Meryl Streep is, without question, “the main reason to see The Iron Lady,” said Joe Morgenstern in The Wall Street Journal. As Margaret Thatcher, Streep so convincingly “summons up the voice and spirit” of the controversial former British prime minister that if you closed your eyes, you might think it was 1985 again. Too bad that the movie as a whole doesn’t deserve “the brilliance of its star.” We meet Thatcher in the present—as she looks back from her dementia-tainted dotage to her humble beginnings and rise to power. But as incidents pile up, the filmmakers “seem to have little clear idea of what they think about Thatcher,” said Roger Ebert in the Chicago Sun-Times. If ever the subject of a biopic cried for opinionated treatment, this polarizing figure would seem to be it. Too much of the film plays like a bland career highlight reel, said Peter Rainer in CSMonitor.com.
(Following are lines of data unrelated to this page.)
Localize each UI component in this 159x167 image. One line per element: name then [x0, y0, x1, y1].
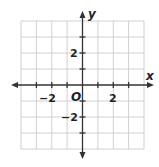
coordinate-plane: y x O −2 2 2 −2 — [0, 0, 159, 167]
y-axis-up-arrow-icon — [80, 11, 86, 18]
y-tick-label-2: 2 — [70, 47, 78, 60]
x-axis-left-arrow-icon — [11, 82, 18, 88]
origin-label: O — [71, 90, 81, 104]
y-axis-down-arrow-icon — [80, 152, 86, 159]
y-tick-label-neg2: −2 — [61, 111, 78, 124]
x-tick-label-neg2: −2 — [39, 92, 56, 105]
y-axis-label: y — [88, 7, 97, 21]
x-axis-label: x — [145, 69, 155, 83]
x-tick-label-2: 2 — [109, 92, 117, 105]
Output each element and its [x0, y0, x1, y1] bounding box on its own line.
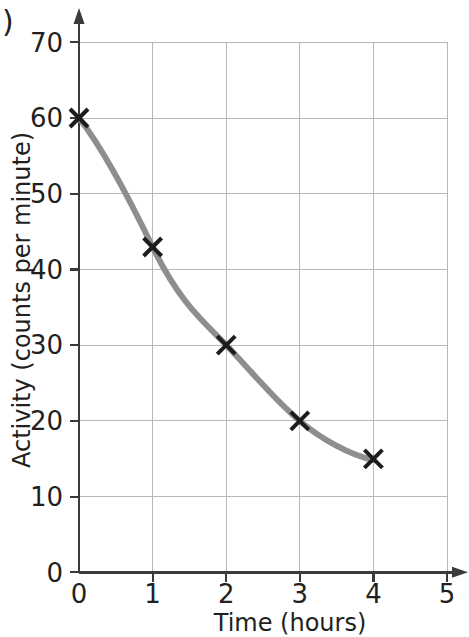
- x-tick-label-4: 4: [365, 579, 382, 609]
- x-tick-label-1: 1: [144, 579, 161, 609]
- y-tick-label-70: 70: [30, 28, 63, 58]
- activity-vs-time-chart: 0 10 20 30 40 50 60 70 0 1 2 3 4 5 Time …: [0, 0, 469, 637]
- y-tick-label-60: 60: [30, 103, 63, 133]
- chart-background: [0, 0, 469, 637]
- y-axis-title: Activity (counts per minute): [8, 132, 36, 468]
- x-tick-label-0: 0: [71, 579, 88, 609]
- x-tick-label-3: 3: [292, 579, 309, 609]
- part-label: ): [2, 4, 14, 39]
- x-tick-label-5: 5: [439, 579, 456, 609]
- x-axis-title: Time (hours): [213, 609, 367, 637]
- figure-container: 0 10 20 30 40 50 60 70 0 1 2 3 4 5 Time …: [0, 0, 469, 637]
- y-tick-label-0: 0: [46, 558, 63, 588]
- x-tick-label-2: 2: [218, 579, 235, 609]
- y-tick-label-10: 10: [30, 482, 63, 512]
Some scenes are redeemed by Streep’s “emotional investiture” in her role, but even a multiple Oscar winner “can’t single-handedly give depth and nuance to a movie so briskly content with skimming surfaces.”
Sign up for Today's Best Articles in your inbox
A free daily email with the biggest news stories of the day – and the best features from TheWeek.com
-
Book reviews: ‘Red Scare: Blacklists, McCarthyism, and the Making of Modern America’ and ‘How to End a Story: Collected Diaries, 1978–1998’
Feature A political ‘witch hunt’ and Helen Garner’s journal entries
By The Week US Published
-
The backlash against ChatGPT's Studio Ghibli filter
The Explainer The studio's charming style has become part of a nebulous social media trend
By Theara Coleman, The Week US Published
-
Why are student loan borrowers falling behind on payments?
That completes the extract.